Fallon – child welfare and Aboriginal families

So the rate of child protection involvement in Aboriginal families is very high and different than non-Aboriginal children and families.  The First Nations incidence study of reported child abuse and neglect demonstrated that at the point of identification, so when a child or family is identified for a concern to a child welfare authority, First Nations children compared to non-Aboriginal children are identified at a rate of approximately four times.  So you move through a service continuum, so when we look at what the investigating worker decides to do for that child and family as a result of a child protection investigation, we then realize that the rate of place in out of home care becomes twelve-fold,  so First Nations children at the end of an investigation are twelve times more likely to be placed in out of home care. 

The reason why that is, is a complicated one.  The rate of neglect is much higher than non-Aboriginal children and the neglect/maltreatment type is really driving that over-representation of Aboriginal children in child welfare systems or child protection systems.   

We measure neglect in several ways: whether or not there is appropriate supervision for the child; whether or not the physical needs of the child is met; whether the medical needs of the child is met.  And what we find with Aboriginal children and the over-representation in the Canadian child protection system is that often times the finding of substantiated neglect is driven by structural issues, so that there isn’t access to appropriate housing, there isn’t access to appropriate resources so that the child can be fed and clothed properly.  There isn’t access to appropriate interventions for addictions issues.  We’re dealing with often times a generation of parents who have not had parents because their caregiver would be in either a residential school setting or in care of a child welfare authority.  So often times a First Nations person or an Aboriginal person have not had the opportunity to be parented so the difficulty in parenting children is certainly represented in some of those data. 

So the child protection system for Aboriginal people is really a very residual model and really is a response to colonialism, a response to residential schools, a response to unprecedented numbers of Aboriginal children in child protection systems.  And it really speaks to the need to have a different response to children of families who clearly have needs but should not be met with a system that continues to separate children from their families but instead a system that responds to the needs that we have so clearly documented with appropriate interventions, with an understanding of what neglect is and isn’t and with the appropriate culturally sensitive services that Aboriginal children and families need.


◆ Your goal
Copy out every line of the listing in which "solid" appears.

◆ Source data

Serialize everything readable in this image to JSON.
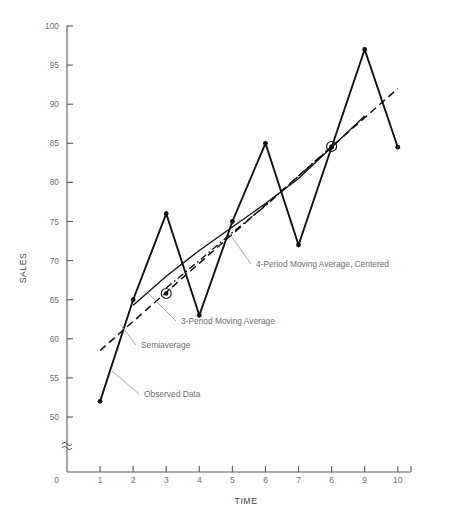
{
  "chart_data": {
    "type": "line",
    "title": "",
    "xlabel": "TIME",
    "ylabel": "SALES",
    "x": [
      1,
      2,
      3,
      4,
      5,
      6,
      7,
      8,
      9,
      10
    ],
    "xticklabels": [
      "1",
      "2",
      "3",
      "4",
      "5",
      "6",
      "7",
      "8",
      "9",
      "10"
    ],
    "xlim": [
      0,
      10.4
    ],
    "ylim": [
      48,
      100
    ],
    "yticks": [
      50,
      55,
      60,
      65,
      70,
      75,
      80,
      85,
      90,
      95,
      100
    ],
    "yticklabels": [
      "50",
      "55",
      "60",
      "65",
      "70",
      "75",
      "80",
      "85",
      "90",
      "95",
      "100"
    ],
    "y_origin_label": "0",
    "y_axis_break": true,
    "grid": false,
    "legend_position": "inline-annotations",
    "series": [
      {
        "name": "Observed Data",
        "style": "solid-with-markers",
        "x": [
          1,
          2,
          3,
          4,
          5,
          6,
          7,
          8,
          9,
          10
        ],
        "values": [
          52,
          65,
          76,
          63,
          75,
          85,
          72,
          84.5,
          97,
          84.5
        ]
      },
      {
        "name": "3-Period Moving Average",
        "style": "solid-thin",
        "x": [
          2,
          3,
          4,
          5,
          6,
          7,
          8,
          9
        ],
        "values": [
          64.3,
          68.0,
          71.3,
          74.3,
          77.3,
          80.5,
          84.5,
          88.5
        ]
      },
      {
        "name": "4-Period Moving Average, Centered",
        "style": "dash-dot",
        "x": [
          3,
          4,
          5,
          6,
          7,
          8
        ],
        "values": [
          66.5,
          70.0,
          73.6,
          77.0,
          80.8,
          84.6
        ]
      },
      {
        "name": "Semiaverage",
        "style": "dashed",
        "x": [
          1,
          10
        ],
        "values": [
          58.5,
          92.0
        ]
      }
    ],
    "markers": [
      {
        "name": "semiaverage-midpoint-left",
        "x": 3,
        "y": 65.8,
        "shape": "circled-dot"
      },
      {
        "name": "semiaverage-midpoint-right",
        "x": 8,
        "y": 84.6,
        "shape": "circled-dot"
      }
    ],
    "annotations": [
      {
        "name": "annotation-ma4",
        "label": "4-Period Moving Average, Centered",
        "text_x": 256,
        "text_y": 267,
        "leader_to_x": 229,
        "leader_to_y": 233
      },
      {
        "name": "annotation-ma3",
        "label": "3-Period Moving Average",
        "text_x": 181,
        "text_y": 324,
        "leader_to_x": 148,
        "leader_to_y": 293
      },
      {
        "name": "annotation-semiaverage",
        "label": "Semiaverage",
        "text_x": 141,
        "text_y": 348,
        "leader_to_x": 120,
        "leader_to_y": 324
      },
      {
        "name": "annotation-observed",
        "label": "Observed Data",
        "text_x": 144,
        "text_y": 397,
        "leader_to_x": 112,
        "leader_to_y": 371
      }
    ],
    "colors": {
      "series": "#111111",
      "axis": "#58585a",
      "ticklabel": "#6d6e71",
      "annotation": "#6d6e71",
      "leader": "#9a9a9d",
      "background": "#ffffff"
    }
  }
}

◆ Exercise solution
        "style": "solid-with-markers",
        "style": "solid-thin",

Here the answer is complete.